While American politicians have accused TikTok of addicting kids and polluting young minds, Taneja said some of the panic around TikTok is similar to the panic around television in the 1970s, when the adverse effects of television on children was a hot topic, and communications theories focussed on how television would cultivate violent views of the world and promote crimes.
There is also a huge generational divide between those who use TikTok and those who are legislating over the platform, Taneja said.
“Almost everybody who has the power to do something consequential about the platform is not, most likely, part of its 150 million user base in the US, and certainly not an active user,” he said.
TikTok is now an important part of the cultural fabric of a segment of the country and a place where people channel their creative talents.
Banning it would have negative consequences on the creator economy, he said.
‘Where we go to learn things’
Chantal Winston, a young Black woman who posts videos of herself making candles is one of five million businesses on the platform, many of which are small businesses.
“When I launched my nontoxic candle business, BLKessence, in 2020, I didn’t even think about creating a TikTok account. Once I started creating candle-making TikTok videos in 2021, I wished that I had done it a lot sooner,” she told Al Jazeera. The behind-the-scenes videos of how she makes candles have got her new business, she said.
For novelist Amy Zhang, TikTok is fun “because it is unserious”.
She writes way less in periods when she is making videos on TikTok, a lot of work in itself. “To consistently put out videos, you have to do a lot of scrolling, saving sounds and seeing what people are engaging with. So when I’m actively scrolling, I’m not so much reading or writing. When my book came out earlier this year and I was trying to post every day, it was difficult to focus on anything else.
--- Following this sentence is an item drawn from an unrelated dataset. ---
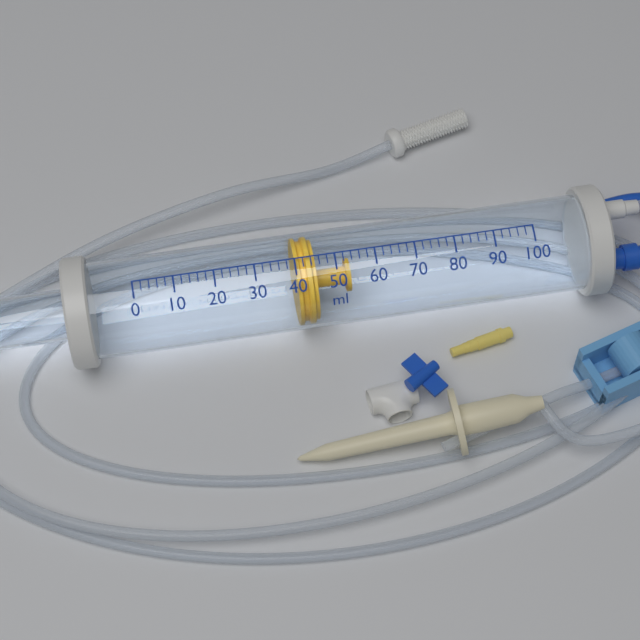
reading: 40 ml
Now that the initial [book] release period is over, I’m just having fun,” she told Al Jazeera.
“It’s hard not to feel threatened by the short video format, or to compare the audience size for a video that took one hour to produce versus the reader pool for content that takes one year to write,” she added.
Not all young people on the platform use it to post videos. Yashvi Tibrewal, a 25-year-old marketing professional based in the San Francisco Bay Area, uses the app as a search engine. The majority of her friends do so, too. “It’s where we go to learn things,” she said.
News reports have repeatedly written of TikTok replacing Google as Gen Z’s search engine. Taneja, a scholar of audience behaviour, says the platform a group of people use the most is the one they use for everything, including news.
While much of the TikTok debate focuses on its ties with China, many young people in America, like Tibrewal, are more concerned about US-owned companies towing the US government line, particularly on subjects like Middle Eastern politics. For instance, Meta-owned apps have been accused of censoring Palestinian content.
“We’re sceptical about what American-owned companies are doing algorithmically,” says Tibrewal. That TikTok is not owned by the US and is not as involved in US government policy is something that has piqued the interest of her generation.